On meteorology, which studies the aërial meteors – registers, tabulates, and gives even a local habitation and a form to winds, hurricanes, and typhoons – the progress of the navigator much depends. They hinder or hasten his progress; but he overcomes them at last. But atmospheric changes are vital things to the plant and to the soil. Where no rain falls, the plant withers and dies. If too much falls, it becomes sickly, and fails to yield a profitable crop. If it falls too frequently, though not in too large quantity on the whole, one plant luxuriates and rejoices in the genial season, while another with difficulty produces a half return. If it falls at unseasonable times, the seed is denied admission into the ground in spring, or the harvest refuses to ripen in the autumn.

So the warmth and the sunshine, and the evening dews and the fogs, and the electric condition of the air – its transparency and its varying weight – and prevailing winds and hoar-frosts, and blights and hail-storms, and the influence of the heavenly bodies on all these conditions – with all these things the interests of the plant and the soil demand that scientific agriculture should occupy herself. On every single branch of knowledge to which we have alluded, the power and skill profitably to influence the plant are dependent.

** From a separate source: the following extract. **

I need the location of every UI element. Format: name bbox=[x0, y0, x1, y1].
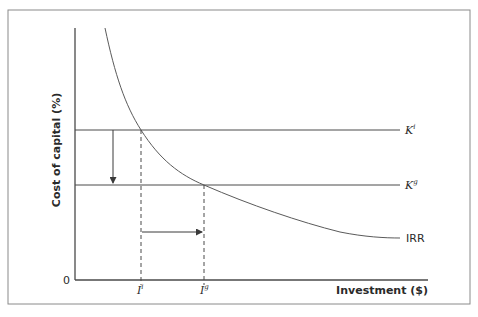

And for what purpose does the plant spring up, the soil feed and nourish it, and the blessed sun mature its seeds? To adorn, no doubt, the surface of the beautiful earth, and to keep alive and propagate its species; but principally to nourish the animal races which supply food and yield their service to man. And, upon the study of this nurture and feeding of the animal races, how much intellect has been expended! Has the stoker who heaps coals upon the engine fire, and turns one tap occasionally to maintain the water-level in the boiler, or another to give passage to the steam – and thus keeps the pile-driver, or the coal-drawer, or the tin mine, or the locomotive, or the steam-boat, or the colossal pumps of the Haarlem lake, in easy and continuous operation – has he, or has the man who curiously watches his operations – have either of them any idea of the long days of intellectual toil – of the sleepless nights, during which invention was on the rack – of the mental dejection and throes of suffering, under which new thoughts were born – of the lives of martyred devotion which have been sacrificed, while, or in order that the machine, which is so obediently simple and easily managed, was or might be brought to its present perfection? Yet all this has been, and has been suffered by men now gone, though the ignorance of the humble workman, little more thoughtful than the iron he works with, fails either to feel or to understand it.

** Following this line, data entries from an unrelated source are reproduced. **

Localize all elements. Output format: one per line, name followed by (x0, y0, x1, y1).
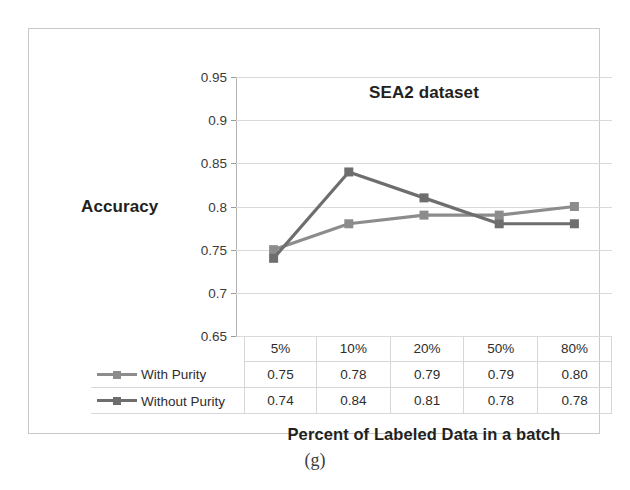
data-point-marker (495, 211, 504, 220)
y-tick-label: 0.9 (208, 113, 227, 128)
legend-label: With Purity (141, 367, 206, 382)
data-point-marker (344, 219, 353, 228)
data-point-marker (570, 202, 579, 211)
table-cell-value: 0.84 (317, 388, 391, 414)
table-cell-value: 0.74 (245, 388, 317, 414)
column-header: 5% (245, 336, 317, 362)
table-row: With Purity0.750.780.790.790.80 (91, 362, 612, 388)
data-table: 5%10%20%50%80%With Purity0.750.780.790.7… (91, 336, 612, 414)
table-header-row: 5%10%20%50%80% (91, 336, 612, 362)
plot-area: 0.950.90.850.80.750.70.65 SEA2 dataset (236, 77, 612, 336)
legend-swatch-icon (97, 371, 137, 379)
y-tick-label: 0.75 (201, 242, 227, 257)
table-cell-value: 0.78 (538, 388, 612, 414)
table-cell-value: 0.78 (317, 362, 391, 388)
data-point-marker (420, 193, 429, 202)
x-axis-title: Percent of Labeled Data in a batch (236, 425, 612, 444)
figure-caption: (g) (0, 450, 630, 471)
legend-corner-cell (91, 336, 245, 362)
column-header: 80% (538, 336, 612, 362)
legend-item-1[interactable]: With Purity (91, 362, 245, 388)
column-header: 20% (390, 336, 464, 362)
plot-inner: 0.950.90.850.80.750.70.65 SEA2 dataset (236, 77, 612, 336)
data-point-marker (269, 254, 278, 263)
data-point-marker (495, 219, 504, 228)
data-point-marker (344, 167, 353, 176)
table-cell-value: 0.79 (390, 362, 464, 388)
series-plot (236, 77, 612, 336)
table-cell-value: 0.81 (390, 388, 464, 414)
table-cell-value: 0.78 (464, 388, 538, 414)
y-axis-title: Accuracy (81, 197, 211, 217)
y-tick-label: 0.95 (201, 70, 227, 85)
data-point-marker (570, 219, 579, 228)
table-cell-value: 0.79 (464, 362, 538, 388)
data-point-marker (420, 211, 429, 220)
column-header: 50% (464, 336, 538, 362)
y-tick-label: 0.7 (208, 285, 227, 300)
column-header: 10% (317, 336, 391, 362)
y-tick-label: 0.85 (201, 156, 227, 171)
table-row: Without Purity0.740.840.810.780.78 (91, 388, 612, 414)
legend-label: Without Purity (141, 393, 225, 408)
table-cell-value: 0.80 (538, 362, 612, 388)
legend-swatch-icon (97, 397, 137, 405)
figure-frame: Accuracy 0.950.90.850.80.750.70.65 SEA2 … (28, 28, 600, 434)
y-tick-label: 0.8 (208, 199, 227, 214)
legend-item-2[interactable]: Without Purity (91, 388, 245, 414)
table-cell-value: 0.75 (245, 362, 317, 388)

And so too often it is with you who feed, and with you who look at the simple process of feeding stock. As the turnip and the barley, and the oats and the linseed, and the beans, are placed before the almost perfect short-horn, or the graceful Ayrshire, or the untamed West Highlander, or the stately stallion, or the well-bred Leicester or Cheviot ram, or the cushioned and padded Berkshire porker – how little do you know or think of the science, and long skill, and intellectual labour, which have been expended in preparing what is to you so simple! It is not without and beyond the ranks of the agricultural community only that we need look for those who lessen the intellectual character of rural industry, and of the rural life. Too many of our practical men, even of high pretensions, are themselves only the stokers of the agricultural machine; and, like ungrateful and degenerate children, in their ignorance deny the head of the mother that bred and fed them. 2 2 In a recent number of the North British Agriculturist , it is stated that an agricultural stoker, who thought himself qualified to discourse on the uses of science to agriculture, had astonished a late meeting of the Newcastle Farmers' Club by telling them that the only thing science had yet done for agriculture was to show them how to dissolve bones in sulphuric acid; and that chemistry might boast of having really effected something if it could teach him to raise long potatoes, as he used to do, or to grow potato instead of Tartary oats, as his next-door neighbour could do. No wonder the shrewd Tyne-siders were astonished.